Steven Arnold (1943-1994) is best known for his work with film in San Francisco during the 1960s and early 70s and later for his visionary tableaux vivant photographs produced at Zanzibar, his Los Angeles studio, during the 1980s. Deeply influenced by Jungian archetypes, Eastern philosophy, and ancient ritual, Arnold understood visual production as a key to the spiritual and subconscious, depicting alternative worlds with dramatic style and sly humor across numerous mediums. Arnold spoke about his practice of drawing as a means of making visible his dreams and compared his photography to religious meditation.

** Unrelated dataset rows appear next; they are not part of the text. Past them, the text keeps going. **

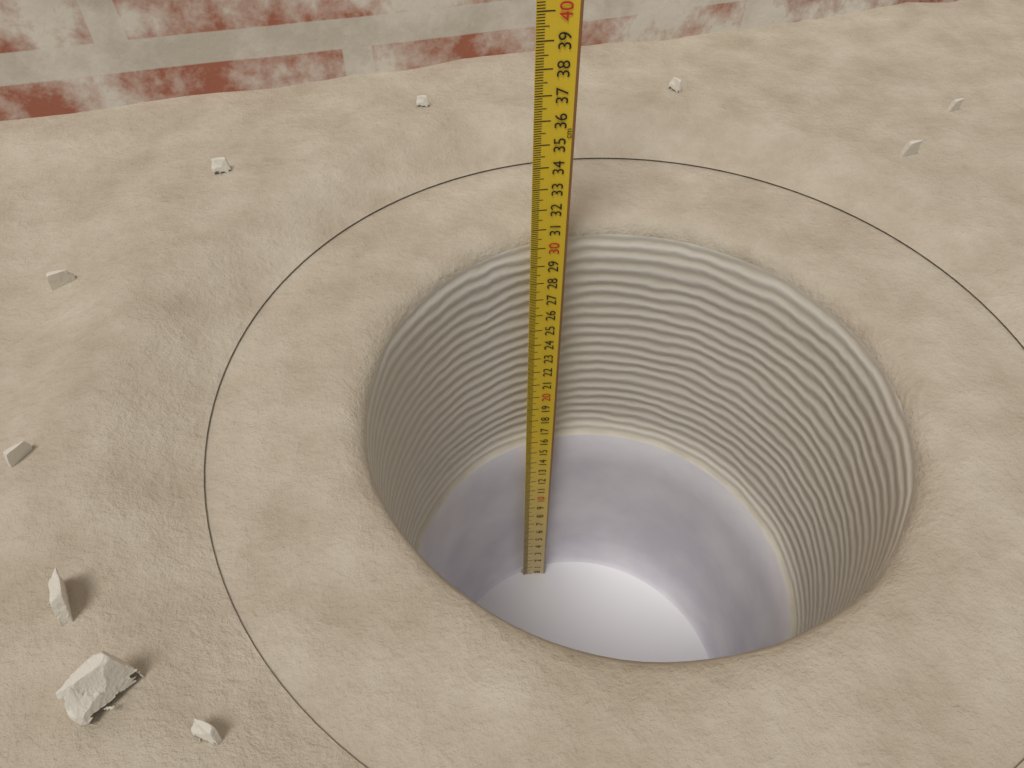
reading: 30.2 cm
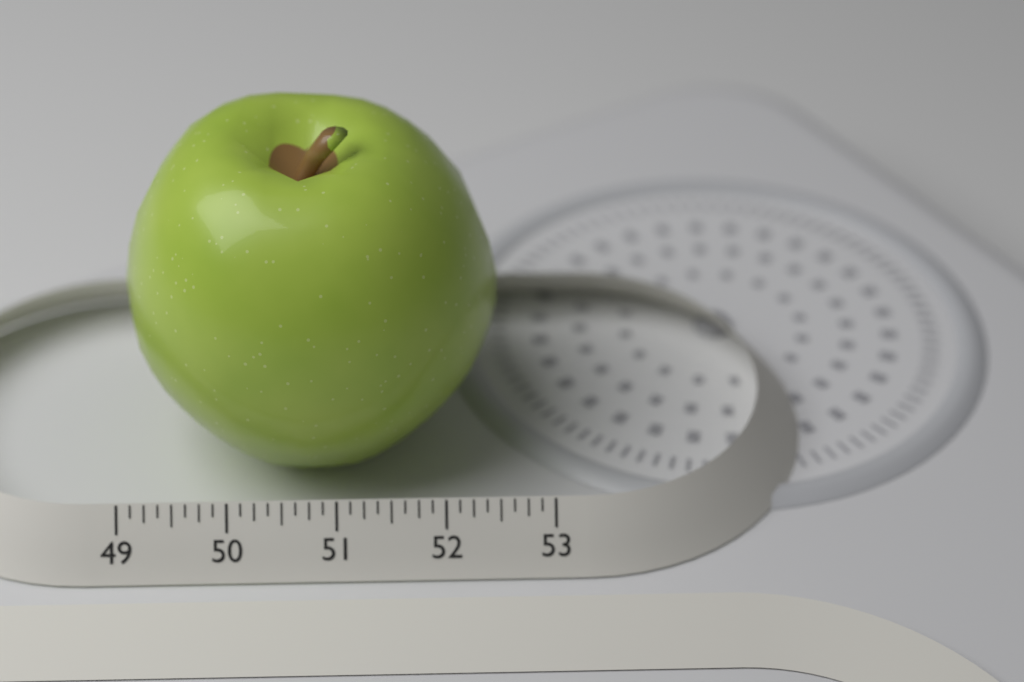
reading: 52.500 (no unit)
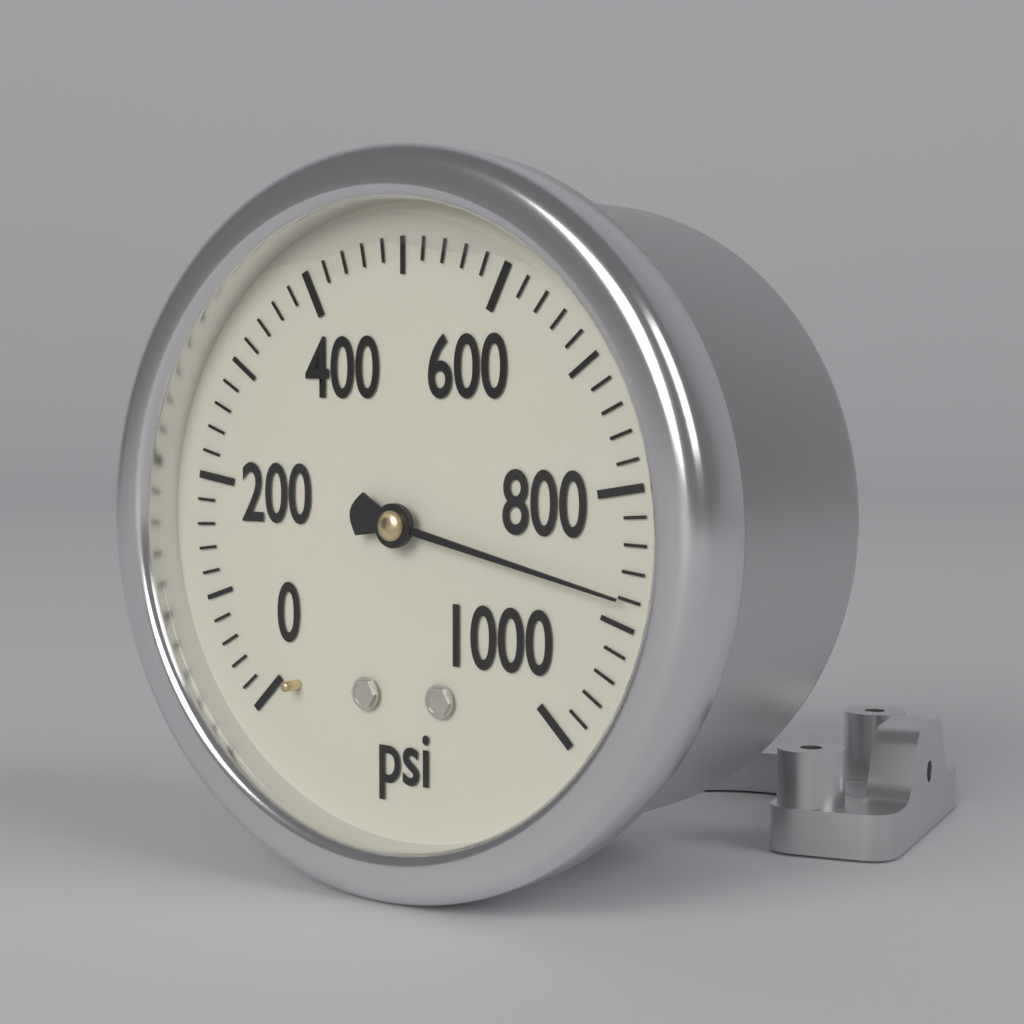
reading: 880 psi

Steven Arnold: Cabinet of Curiosities presents works from the entirety of Arnold’s output as an artist, including his elaborate black and white photographs from the 1980s, many on view for the first time. The exhibition also features two accordion sketchbooks from 1967 which unfold to reveal a continuous dreamlike landscape, and a series of erotic drawings that join, contort and convolute ambitiously gendered bodies. Additionally, a number of surrealist portraits Arnold produced between 1973 and 74 will be on display, as well as original poster art used to promote films and psychedelic rock concerts in San Francisco during the late 1960s. By presenting Arnold’s later photographs alongside earlier drawings and paintings, the exhibition strives to uncover aspects of the artist’s visual language he explored throughout his lifetime. All works are on loan from the Steven Arnold Archive.

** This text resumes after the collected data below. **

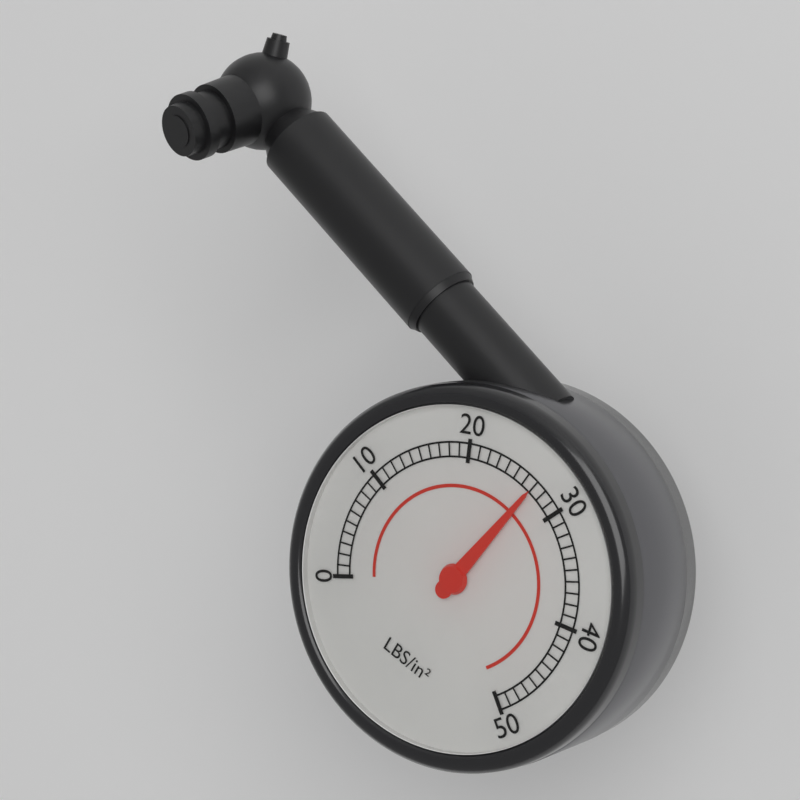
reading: 27 psi
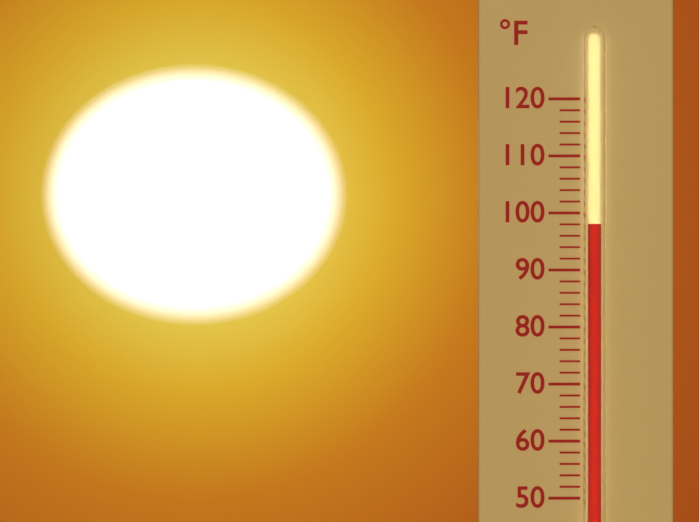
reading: 98 °F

In conjunction with this exhibition, ONE will screen all four of Arnold’s films as well as a special preview of an upcoming documentary about Arnoldat the West Hollywood Library located next to the ONE Gallery. On Saturday, November 17, ONE will show two of Arnold’s short films, The Liberation of Mannique Mechanique (1967) and Various Incarnations of a Tibetan Seamstress(1967), with his feature-length Luminous Procuress (1970), which starred Arnold’s muse Pandora and featured the gender-bending San Francisco performance troupe The Cockettes. Luminous Procuress brought Arnold considerable attention as an avant-garde filmmaker, and so impressed Salvador Dali that he invited Arnold to Spain to assist in embellishing and inaugurating his Theatre-Museum Dali.
As a closing celebration for the exhibition on Saturday, January 12, ONE will screen Arnold and collaborator Michael Wiese’s Messages, Messages (1968), for which they were invited to the Directors Fortnight at the Cannes Film Festival. The screening will be followed by a special preview of the upcoming feature-length documentary Steven Arnold’s Heavenly Bodies produced by artist and filmmaker Stephanie Farago, Creative Director of the Steven Arnold Archive. Many of Arnold’s films have received renewed critical attention, being recently shown at the Tate Modern, London; the Museum of the Moving Image, New York; and the Centre Pompidou, Paris, among other recent venues. This screening series will be the first time all of Arnold’s films have been shown in Los Angeles.
Arnold’s work was recently included in ONE’s Pacific Standard Time exhibition Cruising the Archive: Queer Art and Culture in Los Angeles, 1945-1980, a major, three-part showing of the archives’ extensive collections. With this exhibition, ONE is pleased to work with the Steven Arnold Archive to present Arnold’s work to the public with a greater depth and insight worthy of this visionary artist.
ONE Archives would like to thank the Steven Arnold Archive, especially Stephanie Farago and Blake Moffitt, and the City of West Hollywood. Steven Arnold: Cabinet of Curiosities is organized by David Frantz, Curator at ONE National Gay & Lesbian Archives, with assistance from the Steven Arnold Archive. Screenings in conjunction with this exhibition have been presented with support from the City of West Hollywood. Generous support for exhibitions and programming during ONE’s 60th Anniversary is provided by Wells Fargo.